Ironic Jane Jacobs
Williamsburg hipsters fighting the City Planning Department to preserve the neighborhood’s distinctive character:
Ms. [Eve] Sibley, a 28-year-old painter and bartender, and Ms. [Siri] Wilson, a 31-year-old clothing designer, had been blissfully enmeshed in their vibrant Williamsburg scene of parties, music and art. They assumed that their neighborhood – historically ethnic and currently extremely trendy – would change in ways that generally preserved its polyglot character.
Then something gave them pause. Last fall, they began seeing fliers posted around the neighborhood warning that the waterfront development would threaten the area’s economic mix. In December, they went to a community board meeting where local residents were packed to the rafters, expressing outrage over the plan. “There were old Polish women, Puerto Ricans, Hasidic Jews,” Ms. Sibley recalled. “Everyone who’s been living here for years and makes this neighborhood interesting and diverse.”
But one group conspicuously absent, they noticed, was their own. “We say ‘hipsters,’ ” Ms. Wilson conceded, “even though the terminology makes us feel funny.”
In response, the two women took it upon themselves to act as emissaries to the hipster constituency, and to do so in true hipster fashion. Dubbing themselves the Williamsburg Warriors, they set up a Web site, www.williamsburgwarriors.org, “with the help of this hacker dude I was dating for a second,” Ms. Sibley said.
Irony abounds as life appears to imitate the Onion:
Posted: March 7th, 2005 | Filed under: Brooklyn“Siri and I have been partying in this neighborhood for a long time,” Ms. Sibley said one afternoon recently as she tapped the ash from her cigarette. “We know our friends care about the community, but they didn’t know this was going on.”
Ms. Wilson added: “I tell them they’re planning 40-story towers and rezoning that would make 3-story buildings into these 12-story monstrosities. All our favorite coffee shops will become Starbucks, and our cute little North Seventh pharmacy will become Duane Reade.”
For anyone needing more convincing, the women pull up illustrated renderings of the waterfront proposal on the city’s Web site. “Look,” Ms. Wilson said, pointing aghast at one computer animated figure. “Dockers!”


AIM OF THE EXERCISE.
Where a line below holds the string "figure", copy that line.

┄┄┄┄┄┄

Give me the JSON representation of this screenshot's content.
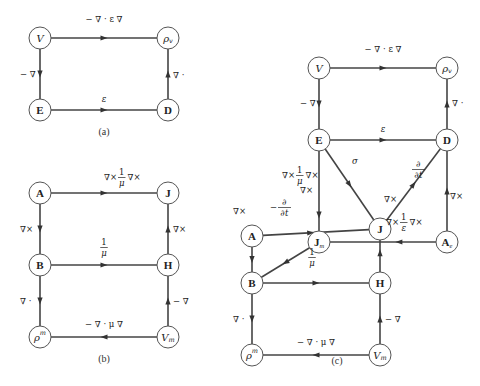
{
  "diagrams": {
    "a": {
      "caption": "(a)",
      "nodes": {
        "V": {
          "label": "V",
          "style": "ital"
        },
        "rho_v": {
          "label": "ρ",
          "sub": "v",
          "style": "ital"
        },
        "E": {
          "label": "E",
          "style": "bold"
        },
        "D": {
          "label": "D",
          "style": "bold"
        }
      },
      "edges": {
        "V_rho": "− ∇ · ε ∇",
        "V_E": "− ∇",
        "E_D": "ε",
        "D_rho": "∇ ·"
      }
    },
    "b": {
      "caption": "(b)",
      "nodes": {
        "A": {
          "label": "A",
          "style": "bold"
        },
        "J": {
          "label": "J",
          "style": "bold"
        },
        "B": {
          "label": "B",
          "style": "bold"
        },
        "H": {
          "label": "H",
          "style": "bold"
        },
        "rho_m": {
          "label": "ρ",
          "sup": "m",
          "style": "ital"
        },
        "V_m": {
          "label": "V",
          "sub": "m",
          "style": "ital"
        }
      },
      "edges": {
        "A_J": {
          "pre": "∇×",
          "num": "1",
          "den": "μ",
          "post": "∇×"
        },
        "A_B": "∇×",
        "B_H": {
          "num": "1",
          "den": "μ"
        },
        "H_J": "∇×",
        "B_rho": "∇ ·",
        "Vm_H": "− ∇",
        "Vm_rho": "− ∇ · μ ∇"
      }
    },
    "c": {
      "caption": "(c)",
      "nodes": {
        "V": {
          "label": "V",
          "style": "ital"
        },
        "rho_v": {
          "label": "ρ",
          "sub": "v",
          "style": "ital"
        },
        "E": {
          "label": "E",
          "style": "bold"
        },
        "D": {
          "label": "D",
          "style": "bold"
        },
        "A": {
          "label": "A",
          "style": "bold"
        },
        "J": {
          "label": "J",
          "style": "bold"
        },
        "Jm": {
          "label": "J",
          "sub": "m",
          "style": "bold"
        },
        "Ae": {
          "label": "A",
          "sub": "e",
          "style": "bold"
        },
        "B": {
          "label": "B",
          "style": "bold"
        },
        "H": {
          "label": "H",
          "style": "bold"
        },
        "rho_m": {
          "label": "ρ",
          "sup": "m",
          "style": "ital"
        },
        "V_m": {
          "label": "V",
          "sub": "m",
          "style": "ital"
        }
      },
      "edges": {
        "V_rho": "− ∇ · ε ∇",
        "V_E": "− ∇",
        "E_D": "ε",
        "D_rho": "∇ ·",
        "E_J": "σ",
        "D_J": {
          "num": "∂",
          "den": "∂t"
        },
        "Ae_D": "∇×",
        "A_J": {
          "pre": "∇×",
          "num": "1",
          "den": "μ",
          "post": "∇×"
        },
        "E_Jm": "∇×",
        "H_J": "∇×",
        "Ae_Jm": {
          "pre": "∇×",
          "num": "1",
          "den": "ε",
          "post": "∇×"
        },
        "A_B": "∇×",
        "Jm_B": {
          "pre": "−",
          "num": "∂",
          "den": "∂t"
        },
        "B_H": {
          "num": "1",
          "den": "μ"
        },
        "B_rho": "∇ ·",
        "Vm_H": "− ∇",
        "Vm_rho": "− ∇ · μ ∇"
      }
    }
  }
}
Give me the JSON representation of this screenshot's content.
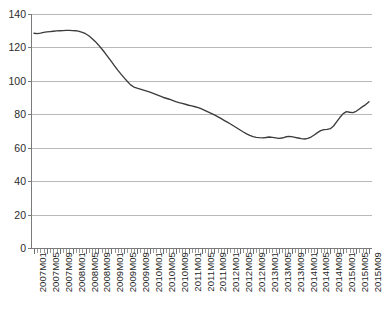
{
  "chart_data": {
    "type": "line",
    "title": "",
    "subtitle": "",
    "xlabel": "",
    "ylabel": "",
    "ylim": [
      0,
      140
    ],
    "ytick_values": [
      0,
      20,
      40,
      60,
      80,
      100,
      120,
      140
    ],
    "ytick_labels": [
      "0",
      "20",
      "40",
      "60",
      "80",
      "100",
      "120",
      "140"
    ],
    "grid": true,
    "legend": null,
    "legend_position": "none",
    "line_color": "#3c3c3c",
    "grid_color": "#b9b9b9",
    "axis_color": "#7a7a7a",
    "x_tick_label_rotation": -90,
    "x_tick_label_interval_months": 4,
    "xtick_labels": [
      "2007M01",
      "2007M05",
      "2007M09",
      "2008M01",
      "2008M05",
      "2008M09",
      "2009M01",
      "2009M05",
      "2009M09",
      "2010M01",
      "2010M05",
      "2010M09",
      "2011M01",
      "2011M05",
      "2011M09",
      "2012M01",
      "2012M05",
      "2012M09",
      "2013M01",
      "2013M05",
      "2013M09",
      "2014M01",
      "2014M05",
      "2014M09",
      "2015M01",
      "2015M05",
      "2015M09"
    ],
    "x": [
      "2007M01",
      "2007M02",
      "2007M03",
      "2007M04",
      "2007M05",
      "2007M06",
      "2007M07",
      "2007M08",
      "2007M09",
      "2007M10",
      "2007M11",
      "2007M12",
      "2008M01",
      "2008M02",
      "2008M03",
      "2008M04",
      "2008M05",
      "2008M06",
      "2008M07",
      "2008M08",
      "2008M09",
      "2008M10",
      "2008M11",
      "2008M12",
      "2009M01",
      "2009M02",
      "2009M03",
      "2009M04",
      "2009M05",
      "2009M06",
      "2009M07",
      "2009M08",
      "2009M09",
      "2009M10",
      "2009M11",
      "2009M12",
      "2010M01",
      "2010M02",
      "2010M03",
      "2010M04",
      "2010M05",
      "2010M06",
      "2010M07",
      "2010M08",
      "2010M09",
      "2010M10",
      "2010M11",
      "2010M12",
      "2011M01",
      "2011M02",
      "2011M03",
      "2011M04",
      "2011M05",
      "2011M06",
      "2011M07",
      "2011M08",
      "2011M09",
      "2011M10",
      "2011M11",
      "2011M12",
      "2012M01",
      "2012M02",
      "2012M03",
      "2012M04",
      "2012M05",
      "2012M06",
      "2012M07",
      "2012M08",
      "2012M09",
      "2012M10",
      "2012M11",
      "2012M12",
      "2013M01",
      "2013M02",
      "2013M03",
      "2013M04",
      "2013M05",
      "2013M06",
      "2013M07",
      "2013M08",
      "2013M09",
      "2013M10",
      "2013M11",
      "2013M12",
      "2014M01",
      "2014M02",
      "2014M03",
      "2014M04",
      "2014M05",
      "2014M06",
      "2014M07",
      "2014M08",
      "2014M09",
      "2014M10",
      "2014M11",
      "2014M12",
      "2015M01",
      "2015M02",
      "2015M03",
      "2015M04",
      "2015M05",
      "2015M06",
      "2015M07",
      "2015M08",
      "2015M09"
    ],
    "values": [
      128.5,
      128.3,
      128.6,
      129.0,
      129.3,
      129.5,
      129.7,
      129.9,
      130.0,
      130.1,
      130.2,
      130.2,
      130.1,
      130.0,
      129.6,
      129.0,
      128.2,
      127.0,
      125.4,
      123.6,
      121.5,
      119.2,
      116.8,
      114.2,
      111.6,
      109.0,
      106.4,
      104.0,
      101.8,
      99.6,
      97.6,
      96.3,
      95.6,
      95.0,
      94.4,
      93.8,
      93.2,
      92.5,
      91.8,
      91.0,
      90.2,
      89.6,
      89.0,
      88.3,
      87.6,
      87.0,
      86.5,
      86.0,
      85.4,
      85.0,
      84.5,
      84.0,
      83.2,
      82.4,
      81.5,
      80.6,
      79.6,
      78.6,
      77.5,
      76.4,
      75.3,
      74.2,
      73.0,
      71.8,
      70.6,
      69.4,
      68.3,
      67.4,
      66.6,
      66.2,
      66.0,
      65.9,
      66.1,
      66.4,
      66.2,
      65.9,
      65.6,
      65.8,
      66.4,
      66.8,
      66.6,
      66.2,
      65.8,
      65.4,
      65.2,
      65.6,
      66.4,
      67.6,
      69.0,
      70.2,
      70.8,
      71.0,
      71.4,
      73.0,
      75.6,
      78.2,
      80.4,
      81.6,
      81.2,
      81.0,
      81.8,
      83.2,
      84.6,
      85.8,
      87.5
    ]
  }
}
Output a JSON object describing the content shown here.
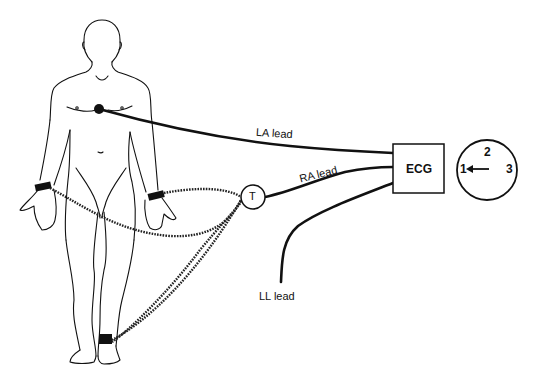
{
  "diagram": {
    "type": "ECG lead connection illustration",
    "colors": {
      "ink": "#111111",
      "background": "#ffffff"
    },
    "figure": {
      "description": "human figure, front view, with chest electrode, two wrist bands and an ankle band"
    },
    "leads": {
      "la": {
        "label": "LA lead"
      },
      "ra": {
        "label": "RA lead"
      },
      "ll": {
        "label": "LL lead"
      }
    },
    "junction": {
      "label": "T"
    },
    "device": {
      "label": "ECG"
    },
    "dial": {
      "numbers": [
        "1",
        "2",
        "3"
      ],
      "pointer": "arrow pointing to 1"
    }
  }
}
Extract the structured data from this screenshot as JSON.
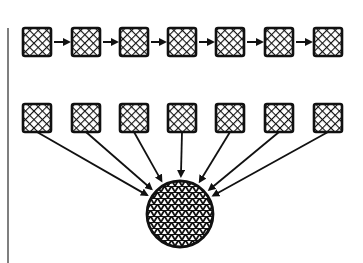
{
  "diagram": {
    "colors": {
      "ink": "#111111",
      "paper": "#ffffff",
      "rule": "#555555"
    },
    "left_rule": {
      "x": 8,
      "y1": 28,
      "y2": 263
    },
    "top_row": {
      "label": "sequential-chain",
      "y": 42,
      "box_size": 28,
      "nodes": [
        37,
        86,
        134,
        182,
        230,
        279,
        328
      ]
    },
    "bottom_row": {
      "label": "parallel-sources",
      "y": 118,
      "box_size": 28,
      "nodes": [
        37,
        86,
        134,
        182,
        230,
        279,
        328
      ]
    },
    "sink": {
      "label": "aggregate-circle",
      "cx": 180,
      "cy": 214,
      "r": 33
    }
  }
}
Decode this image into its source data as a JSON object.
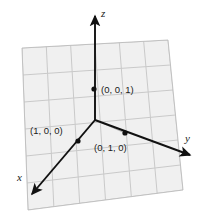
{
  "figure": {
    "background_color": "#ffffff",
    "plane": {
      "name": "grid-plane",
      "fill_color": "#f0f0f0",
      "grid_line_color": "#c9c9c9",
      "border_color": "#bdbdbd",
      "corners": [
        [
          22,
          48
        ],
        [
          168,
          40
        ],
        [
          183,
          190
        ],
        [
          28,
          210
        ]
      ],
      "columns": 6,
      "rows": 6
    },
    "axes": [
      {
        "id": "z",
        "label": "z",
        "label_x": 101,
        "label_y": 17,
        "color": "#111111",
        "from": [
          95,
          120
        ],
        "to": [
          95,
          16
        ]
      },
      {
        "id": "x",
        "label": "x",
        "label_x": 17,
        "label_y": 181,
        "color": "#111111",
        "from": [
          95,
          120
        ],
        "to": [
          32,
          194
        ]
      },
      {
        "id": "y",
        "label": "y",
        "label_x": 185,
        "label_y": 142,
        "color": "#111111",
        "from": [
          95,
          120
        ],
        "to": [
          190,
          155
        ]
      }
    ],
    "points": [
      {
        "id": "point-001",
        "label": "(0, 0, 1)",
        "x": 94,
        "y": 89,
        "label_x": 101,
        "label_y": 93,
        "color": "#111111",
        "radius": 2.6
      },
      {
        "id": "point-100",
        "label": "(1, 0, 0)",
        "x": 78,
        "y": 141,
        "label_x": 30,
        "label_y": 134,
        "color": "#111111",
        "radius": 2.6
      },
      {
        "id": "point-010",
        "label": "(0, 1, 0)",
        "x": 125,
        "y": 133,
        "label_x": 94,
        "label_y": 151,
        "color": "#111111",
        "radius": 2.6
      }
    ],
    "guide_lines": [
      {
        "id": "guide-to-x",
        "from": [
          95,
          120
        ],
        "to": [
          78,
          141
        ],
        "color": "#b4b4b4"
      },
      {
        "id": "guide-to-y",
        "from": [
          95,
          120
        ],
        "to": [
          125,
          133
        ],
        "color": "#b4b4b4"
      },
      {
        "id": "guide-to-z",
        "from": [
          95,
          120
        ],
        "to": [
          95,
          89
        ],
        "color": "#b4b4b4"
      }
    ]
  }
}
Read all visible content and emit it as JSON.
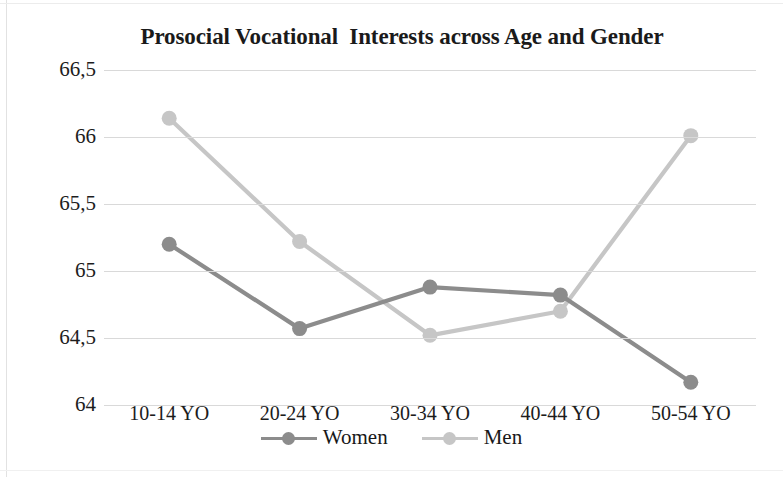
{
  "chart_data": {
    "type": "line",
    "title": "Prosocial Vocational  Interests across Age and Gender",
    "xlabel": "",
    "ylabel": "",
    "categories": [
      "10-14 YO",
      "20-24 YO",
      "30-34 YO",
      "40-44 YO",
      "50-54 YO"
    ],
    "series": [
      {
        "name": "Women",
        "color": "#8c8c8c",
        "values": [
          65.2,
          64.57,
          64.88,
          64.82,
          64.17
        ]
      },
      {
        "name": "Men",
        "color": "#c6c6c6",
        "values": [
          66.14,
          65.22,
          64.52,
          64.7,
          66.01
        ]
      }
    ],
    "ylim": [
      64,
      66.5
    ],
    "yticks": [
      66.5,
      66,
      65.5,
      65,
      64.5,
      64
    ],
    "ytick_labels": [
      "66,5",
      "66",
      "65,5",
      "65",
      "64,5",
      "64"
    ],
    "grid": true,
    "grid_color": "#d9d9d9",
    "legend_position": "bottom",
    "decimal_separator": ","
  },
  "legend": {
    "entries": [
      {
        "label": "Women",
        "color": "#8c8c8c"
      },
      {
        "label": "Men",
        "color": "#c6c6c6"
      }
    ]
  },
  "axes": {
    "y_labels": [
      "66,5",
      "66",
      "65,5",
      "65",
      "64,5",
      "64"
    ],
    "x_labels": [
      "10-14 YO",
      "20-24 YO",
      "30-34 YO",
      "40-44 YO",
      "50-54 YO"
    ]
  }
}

┄┄┄┄┄┄

TASK SOLUTION.
    "figure": {
      "description": "human figure, front view, with chest electrode, two wrist bands and an ankle band"
  "figure": {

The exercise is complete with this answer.